In Black Trans Feminism Marquis Bey offers a meditation on blackness and gender nonnormativity in ways that recalibrate traditional understandings of each. Theorizing black trans feminism from the vantages of abolition and gender radicality, Bey articulates blackness as a mutiny against racializing categorizations; transness as a nonpredetermined, wayward, and deregulated movement that works toward gender’s destruction; and black feminism as an epistemological method to fracture hegemonic modes of racialized gender.
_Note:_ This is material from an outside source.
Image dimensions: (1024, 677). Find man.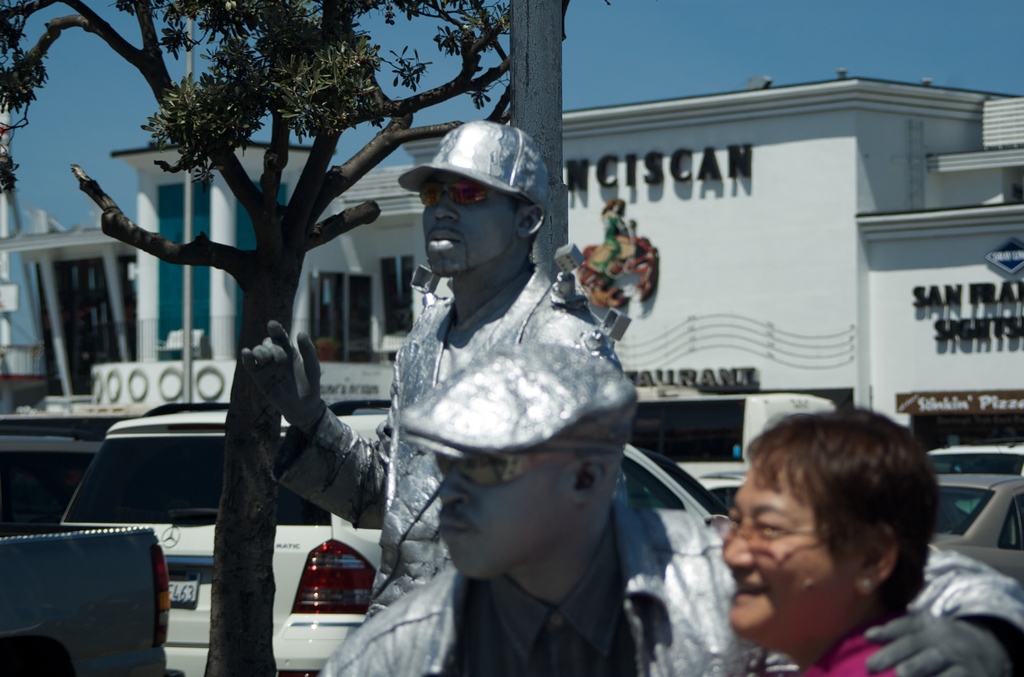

In readings of the essays, interviews, and poems of Alexis Pauline Gumbs, jayy dodd, Venus Di’Khadija Selenite, and Dane Figueroa Edidi, Bey turns black trans feminism away from a politics of gendered embodiment and toward a conception of it as a politics grounded in fugitivity and the subversion of power. Together, blackness and transness actualize themselves as on the run from gender. In this way, Bey presents black trans feminism as a mode of enacting the wholesale dismantling of the world we have been given.


Dancecult ◽  
2021 ◽  
Vol 13 (1) ◽  
pp. 22-35
Author(s):  
Katharina von Pawel-Rammingen
Keyword(s):  

2021 ◽  
Vol 27 (2) ◽  
pp. 1-9

Kathryn Sophia Belle’s (formerly Kathryn T. Gines’) publications engaged in this interview:2003 (Fanon/Sartre 50 yrs) “Sartre and Fanon Fifty Years Later: To Retain or Reject the Concept of Race,” Sartre Studies International, Vol. 9, Issue 2 (2003): 55-67, https://doi.org/10.3167/135715503781800213.2010 (Convergences) “Sartre, Beauvoir, and the Race/Gender Analogy: A Case for Black Feminist Philosophy” in Convergences: Black Feminism and Continental Philosophy, pages 35-51. Eds. Maria Davidson, Kathryn T. Gines, Donna Dale Marcano. New York: SUNY, 2010.2011 (Wright/Legacy) “The Man Who Lived Underground: Jean-Paul Sartre and the Philosophical Legacy of Richard Wright,” Sartre Studies International, Vol. 17, Issue 2 (2011): 42-59, https://doi.org/10.3167/ssi.2011.170204.2012 (Reflections) “Reflections on the Legacy and Future of Continental Philosophy with Regard to Critical Philosophy of Race,” The Southern Journal of Philosophy, Vol. 50, Issue 2 (June 2012): 329-344, https://doi.org/10.1111/j.2041-6962.2012.00109.x.


2021 ◽  
Vol 10 (20) ◽  
pp. 34
Author(s):  
Jeanelle Kevina Hope

This article delves into Michaela Coel’s Chewing Gum, examining how the cultural text builds upon Black feminist media discourse, and intimately grapples with the nuances of Black women’s sexuality while explicitly challenging misogynoir. This work illustrates how Coel is helping develop a Black British cultural aesthetic that centers Black women’s liberation, specifically from an African immigrant perspective, by using satire, all the beauty, pain, and struggles that come with #blackgirlmagic, eccentric adornments, and ‘awkward’ ostentatious characters that at times play into racist images and tropes of Black womanhood to expose the absurdity of life in an anti-Black, sexist, and xenophobic society. In sum, this article understands Coel’s work in Chewing Gum to be Black girl surrealism – the intersection of Afro-surrealism, British dark comedy, and Black feminism.